Paizo Employee Lead Designer

As of the current incarnation, they are all on the psychic. This is something we are still considering.

Jason Bulmahn
Lead Designer


Sorry, for the double-post, but maybe I should further explain WHY I feel that way:

When a "not divine or arcane" caster was created, it was the Alchemist. The fact that it was neither Divine or Arcane was pretty much immediately apparent, and it was fine. The fact that Extracts weren't spells was a little odd, but we adapted quickly, and the fact that they're ingested through drinking meant we already understood the effects (mostly - the endless threads arguing over the nature of how Extracts work vs AoOs, etc. would make you think otherwise, but your average hobby-store-goer says they provoke like quaffing a potion).

This was because the Alchemist was new; it was something that hadn't ever been done before (at least by either WOTC or Paizo), and so setting a new precedent was completely okay.

The Investigator continued this idea, and Extracts aren't considered really all that odd anymore.

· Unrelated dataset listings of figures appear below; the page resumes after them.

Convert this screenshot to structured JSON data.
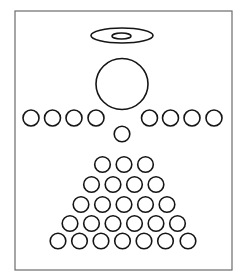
{
  "figure": {
    "colors": {
      "background": "#ffffff",
      "frame": "#6b6b6b",
      "stroke": "#151515"
    },
    "frame": {
      "x": 15,
      "y": 11,
      "width": 217,
      "height": 259
    },
    "halo": {
      "outer": {
        "cx": 122,
        "cy": 35.5,
        "rx": 31,
        "ry": 7.5
      },
      "inner": {
        "cx": 121.5,
        "cy": 36,
        "rx": 9.5,
        "ry": 3
      }
    },
    "head": {
      "cx": 122,
      "cy": 84,
      "rx": 26,
      "ry": 25.5
    },
    "wing_radius": 8,
    "left_wing": {
      "cy": 118,
      "cx": [
        31,
        52.5,
        74,
        96
      ]
    },
    "right_wing": {
      "cy": 118,
      "cx": [
        149.5,
        170.5,
        192,
        214
      ]
    },
    "neck": {
      "cx": 122,
      "cy": 134,
      "r": 7.8
    },
    "body_radius": 7.8,
    "body_rows": [
      {
        "count": 3,
        "cy": 164.5,
        "cx": [
          102.5,
          124,
          145.5
        ]
      },
      {
        "count": 4,
        "cy": 184.5,
        "cx": [
          91.5,
          113,
          134.5,
          156
        ]
      },
      {
        "count": 5,
        "cy": 204.5,
        "cx": [
          81,
          102.5,
          124,
          145.5,
          167
        ]
      },
      {
        "count": 6,
        "cy": 223.5,
        "cx": [
          70,
          91.5,
          113,
          134.5,
          156,
          177.5
        ]
      },
      {
        "count": 7,
        "cy": 241,
        "cx": [
          58,
          79.5,
          101,
          122.5,
          144,
          165.5,
          188
        ]
      }
    ]
  }
}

However, several - or most - of the classes in this playtest tread waters already touched on thoroughly by other classes: drawing your spells and powers from spirits or mysterious forces is not unlike the Witch, Oracle, or Shaman; focusing on affecting the minds of others is not unlike Enchanter Wizards, Bards, or Sorcerers who focus on the Enchantment school; characters using a focused object is a natural progression of either a Cleric with their Deity's Focus and/or a Wizard's Bonded Object; Focusing on a specific area of magic is just like a Cleric's Domains, a Wizard's Schools, an Oracle's Mysteries and Curses, and a Sorcerer's Bloodline; having a summoned buddy is present in both Arcane and Divine classes, but having a combat-ready/centric buddy is much more a Divine thing, considering that 4 Divine classes focus on having either a Mount or Animal Companion.

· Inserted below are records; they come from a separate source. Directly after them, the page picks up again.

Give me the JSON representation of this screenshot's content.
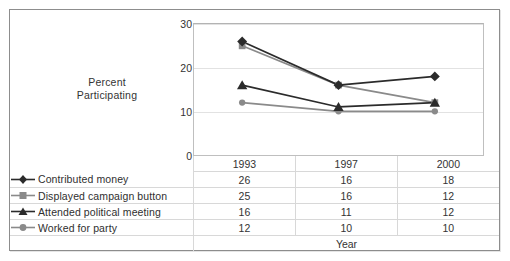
{
  "chart_data": {
    "type": "line",
    "title": "",
    "xlabel": "Year",
    "ylabel": "Percent Participating",
    "categories": [
      "1993",
      "1997",
      "2000"
    ],
    "ylim": [
      0,
      30
    ],
    "yticks": [
      0,
      10,
      20,
      30
    ],
    "grid": true,
    "legend_position": "bottom-table",
    "series": [
      {
        "name": "Contributed money",
        "values": [
          26,
          16,
          18
        ],
        "marker": "diamond",
        "color": "#2b2b2b"
      },
      {
        "name": "Displayed campaign button",
        "values": [
          25,
          16,
          12
        ],
        "marker": "square",
        "color": "#8a8a8a"
      },
      {
        "name": "Attended political meeting",
        "values": [
          16,
          11,
          12
        ],
        "marker": "triangle",
        "color": "#2b2b2b"
      },
      {
        "name": "Worked for party",
        "values": [
          12,
          10,
          10
        ],
        "marker": "circle",
        "color": "#8a8a8a"
      }
    ]
  },
  "axis": {
    "y_label_line1": "Percent",
    "y_label_line2": "Participating",
    "y_ticks": [
      "30",
      "20",
      "10",
      "0"
    ],
    "x_title": "Year"
  },
  "table": {
    "year_headers": [
      "1993",
      "1997",
      "2000"
    ],
    "rows": [
      {
        "label": "Contributed money",
        "values": [
          "26",
          "16",
          "18"
        ]
      },
      {
        "label": "Displayed campaign button",
        "values": [
          "25",
          "16",
          "12"
        ]
      },
      {
        "label": "Attended political meeting",
        "values": [
          "16",
          "11",
          "12"
        ]
      },
      {
        "label": "Worked for party",
        "values": [
          "12",
          "10",
          "10"
        ]
      }
    ]
  },
  "colors": {
    "dark_series": "#2b2b2b",
    "gray_series": "#8a8a8a",
    "gridline": "#e2e2e2",
    "border": "#8d8d8d",
    "text": "#333333"
  }
}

I'd reassign the classes as such:

Kineticist (doesn't need changing, 'cause it's not a caster, and THANK YOU for making a Bender class finally!)

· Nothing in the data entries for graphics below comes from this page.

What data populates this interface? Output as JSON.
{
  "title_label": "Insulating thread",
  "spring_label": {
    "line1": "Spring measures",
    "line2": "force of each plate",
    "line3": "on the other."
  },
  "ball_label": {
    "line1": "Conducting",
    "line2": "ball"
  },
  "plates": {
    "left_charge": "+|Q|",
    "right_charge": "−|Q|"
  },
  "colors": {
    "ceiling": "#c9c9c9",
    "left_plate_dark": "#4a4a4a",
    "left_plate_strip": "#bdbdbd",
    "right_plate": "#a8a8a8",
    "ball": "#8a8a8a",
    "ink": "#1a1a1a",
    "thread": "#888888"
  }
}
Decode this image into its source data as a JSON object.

Medium - Arcane, both because it fits and so that both Arcane and Divine each have 2 Pseudo-Casters

Mesmerist - Arcane, because everything about this class screams "Arcane" with its focus on mind-affecting spells.

Occultist - a dual Arcane-Divine class because its focus on objects and their energies fits smoothly between both Arcane and Divine classes. Alternatively, make it a magically-neutral class like the Alchemist, because its requirement of a focus is very similar to the Alchemist's need for Extracts. ALTERNATIVELY-alternatively, make it, by default, a magic-neutral class... until they start using a Focus - the Focus determines the nature of the spells it casts; some focuses make it cast Arcane spells, while other make it cast Divine. This is basically how you would make characters like John Constantine.

Psychic - EVERYTHING this class has places it right on the line between Arcane and Divine, with a foot planted firmly in each. If no other class in this book deserves to be a dual Arcane-Divine; reading it, it feels like it's the Mystic Theurge fleshed out into a full 20-level Wizard/Cleric hybrid class; as an arcane-divine dual class, I love it.

Spiritualist - let's not even joke here; this is a Summoner clone. And that's fine. And if it were a Divine version of the Summoner that's even more fine, because thematically it is; it's especially perfect as a Divine class because it would round out the class roster so that Divine and Arcane would have the exact same number of Full-casters, half-casters, and pseudo-casters

Grand Lodge

I am not sure I am comfortable with the "psychic" type spells, and spell-like abilities.

With "psychic" spells, will we have "psychic" Potions, Scrolls, and other magic items?

How will certain abilities/feats/class features that apply to arcane/divine differently, treat these "psychic" spells?


@blackbloodtroll

I've read the section that talks about the specifics of psychic magic, it essentially states that psychic magic is no more different from arcane and divine than they are from each other and have the same rule usage as such.


A quick question about Elemental Whispers, if I haven't got Greater Elemental Whispers can I change the familiar whenever I summon it? Or is it set once I've made my choice unless I pay 200gp per level like a wizard?